Usually, when a leader finally leaves the scene after a long reign – Kohl, Adenauer, Bismarck even – you have this period of “finally something new” euphoria. Only five or 10 years later do people get nostalgic and start erecting statues. But I think you’re right, this euphoric relief won’t happen this time, because Germany is afraid of what’s coming. When the refugee crisis came, [Bundestag president and CDU veteran] Wolfgang Schäuble called it “a rendezvous with globalisation”. And that’s exactly what Germans hate. They don’t want that “globalisation” and Merkel has promised to keep it away from them: “You know me, I’ll manage… We can still send arms abroad, but it won’t affect you.” The next few years are set to be a tough time: There’ll be the Energiewende [policy to phase out coal power], maybe more immigration headaches… That’s going to be stressful, and people don’t want that stress. So we’re going to see a narrative of: “Oh, those cosy Merkel times…”

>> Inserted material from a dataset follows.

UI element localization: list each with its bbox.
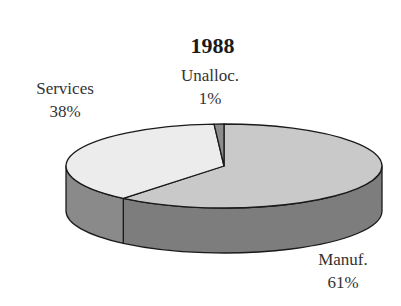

So, she’s basically hijacked the political agenda…

Pretty much. But at the same time, we all have that feeling that the Merkel approach – “The world is getting worse from day to day, but don’t worry, I’ll solve these problems for you” – has come to an end. It wasn’t the worst approach in the world, but maybe it’s time to be proactive. The approach [Robert] Habeck wanted for the Greens was, “Merkel solves problems, but that’s not enough; we have to get ahead of the situation. We have to address problems before they occur.” We have to talk about refugees before they are here, tackle climate change before it’s too late, and so on.

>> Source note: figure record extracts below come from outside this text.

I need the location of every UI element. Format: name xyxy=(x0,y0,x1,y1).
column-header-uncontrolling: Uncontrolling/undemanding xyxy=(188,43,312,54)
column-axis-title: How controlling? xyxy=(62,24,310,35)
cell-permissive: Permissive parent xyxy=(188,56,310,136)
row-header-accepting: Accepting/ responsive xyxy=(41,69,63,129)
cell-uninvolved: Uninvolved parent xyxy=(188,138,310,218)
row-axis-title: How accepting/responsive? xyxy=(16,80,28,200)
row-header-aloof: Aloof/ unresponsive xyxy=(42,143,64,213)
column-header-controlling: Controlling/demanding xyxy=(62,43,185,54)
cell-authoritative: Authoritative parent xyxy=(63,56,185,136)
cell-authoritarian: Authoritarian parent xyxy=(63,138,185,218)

Look at Poland: a stupid government doing stupid things. What would Merkel have done? Nothing, passed the problem on to the European Commission and waited. What would Kohl have done? Given them money, bribed them. [laughs] So what would Habeck and Baerbock do? Go there and force them into a process?

What do you think Germans want next?

That’s the decisive question, and that’s why it’s so disappointing and frustrating to see the lack of serious debate. I’m from Die Welt, I’m not voting Green, but I wanted a strong Green candidate, because they raise some interesting questions.

Merkel said that once out of office, she won’t be involved in German politics any more. She wants to do something totally different – like what?

It’s just a guess, but I think she might go overseas. I think Germany is boring to her now, and she likes to be surrounded by scientists. My prediction is that she will be doing something at Harvard or Stanford. She can go there together with her husband, who happens to be a really good scientist. They could take two professorships at West Coast universities. I’m betting she’ll never visit a CDU party convention again.


Robin Alexander, Die Welt deputy editor and best-selling author, has been following Merkel for 12 years as chancellery correspondent, making him one of Germany’s most respected analysts of power politics and a regular on prime-time talk shows. He started his career as a reporter for taz and a political columnist for Exberliner. His 2017 book, Die Getriebenen – Merkel und die Flüchtling- spolitik (‘Driven out – Merkel and refugee policy’), dominated Spiegel’s bestseller list for weeks and was praised as a real-life “political thriller”.